Bug 73765

Summary: not all theads of a terminated process terminate.
Product: [Retired] Red Hat Linux Reporter: george.miller
Component: glibcAssignee: Jakub Jelinek <jakub>
Status: CLOSED CURRENTRELEASE QA Contact: Brian Brock <bbrock>
Severity: medium Docs Contact:
Priority: medium    
Version: 7.2CC: fweimer
Target Milestone: ---   
Target Release: ---   
Hardware: i386   
OS: Linux   
Whiteboard:
Fixed In Version: Doc Type: Bug Fix
Doc Text:
Story Points: ---
Clone Of: Environment:
Last Closed: 2003-04-22 05:17:49 UTC Type: ---
Regression: --- Mount Type: ---
Documentation: --- CRM:
Verified Versions: Category: ---
oVirt Team: --- RHEL 7.3 requirements from Atomic Host:
Cloudforms Team: --- Target Upstream Version:
Embargoed:
Attachments:
Description Flags
source for sample to show not all threads terminate when process terminates.
none
binary for testcore.c none

Description george.miller 2002-09-10 14:35:34 UTC
Description of Problem:I have a process (see attached files) that when it aborts (segv), all of the threads terminate except one (either the thread 
waiting on sigwait or the main thread blocked ona mutex lock in exi).
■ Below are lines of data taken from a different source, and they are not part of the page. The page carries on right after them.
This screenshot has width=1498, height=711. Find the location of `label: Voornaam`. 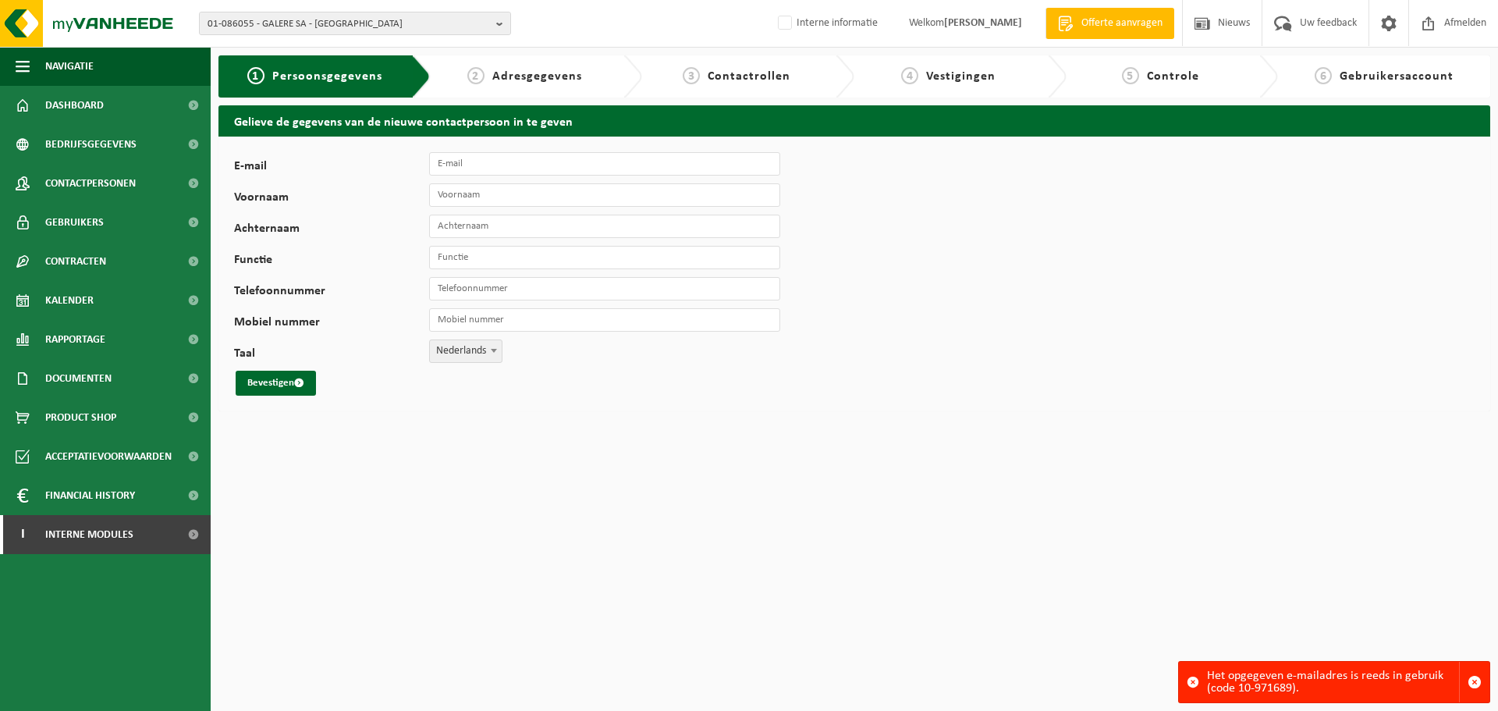

label: Voornaam is located at coordinates (332, 199). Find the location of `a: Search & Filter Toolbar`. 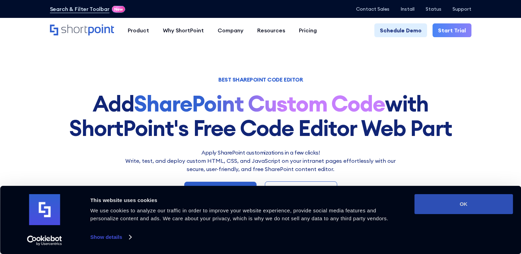

a: Search & Filter Toolbar is located at coordinates (80, 9).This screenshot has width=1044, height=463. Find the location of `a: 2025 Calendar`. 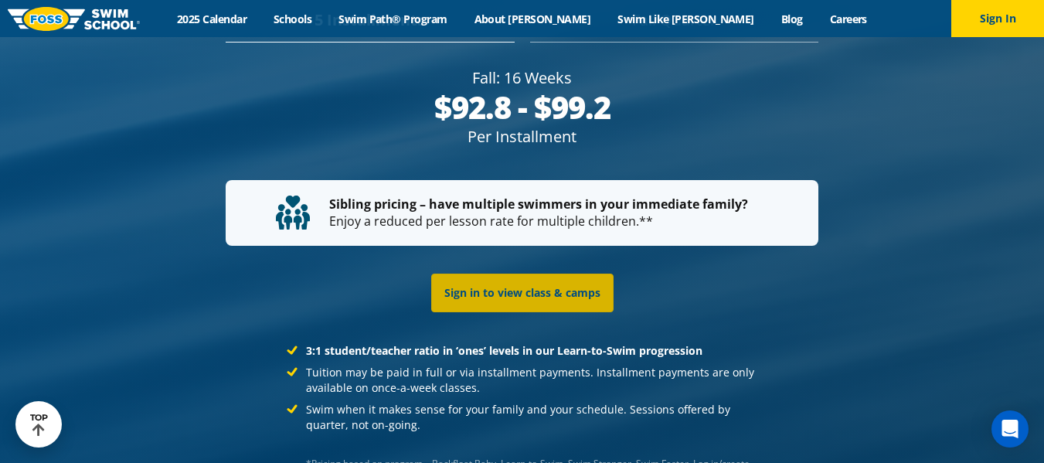

a: 2025 Calendar is located at coordinates (212, 19). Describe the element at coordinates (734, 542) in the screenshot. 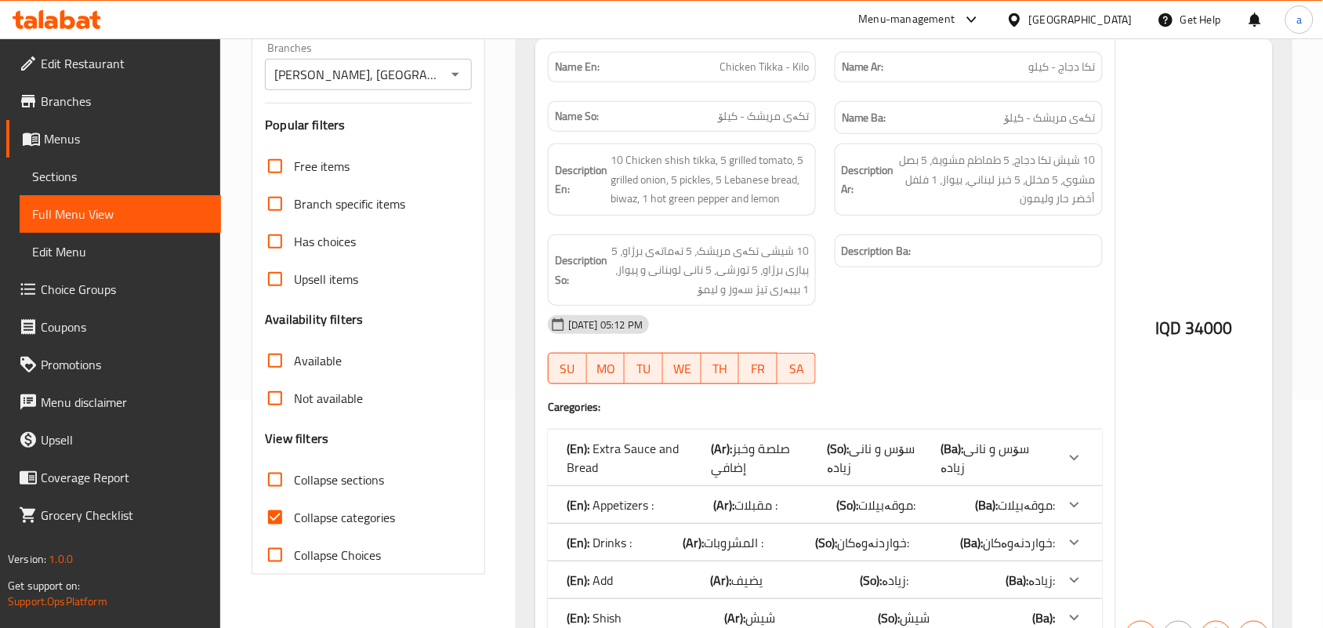

I see `span: المشروبات :` at that location.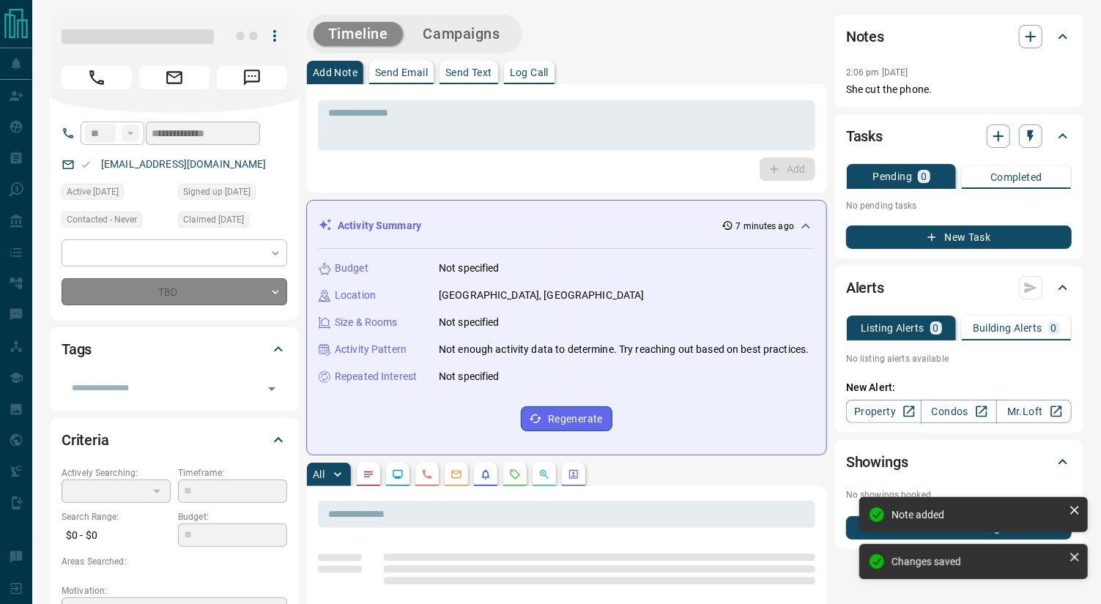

Sometimes all threads terminate, but it is a rare case.  I am attaching a source file and an 
executable. 
i\I am on kernel 2.4.9-31 with dual pentiums 933mhz.

Version-Release number of selected component (if applicable):


How Reproducible: almost every time


Steps to Reproduce:
1. compile attached source file (gcc -g -otestcore testcore.c -D_REENTRANT -lpthread
2. or run attached binary
3. 

Actual Results:


Expected Results:


Additional Information:

Comment 1 george.miller 2002-09-10 14:37:10 UTC
Created attachment 75684 [details]
source for sample to show not all threads terminate when process terminates.

Comment 2 george.miller 2002-09-10 14:37:56 UTC
Created attachment 75685 [details]
binary for testcore.c

Comment 3 Ulrich Drepper 2003-04-22 05:17:49 UTC
This definitely doesn't happen with the current release anymore if NPTL is used.
 LinuxThreads will always have problems.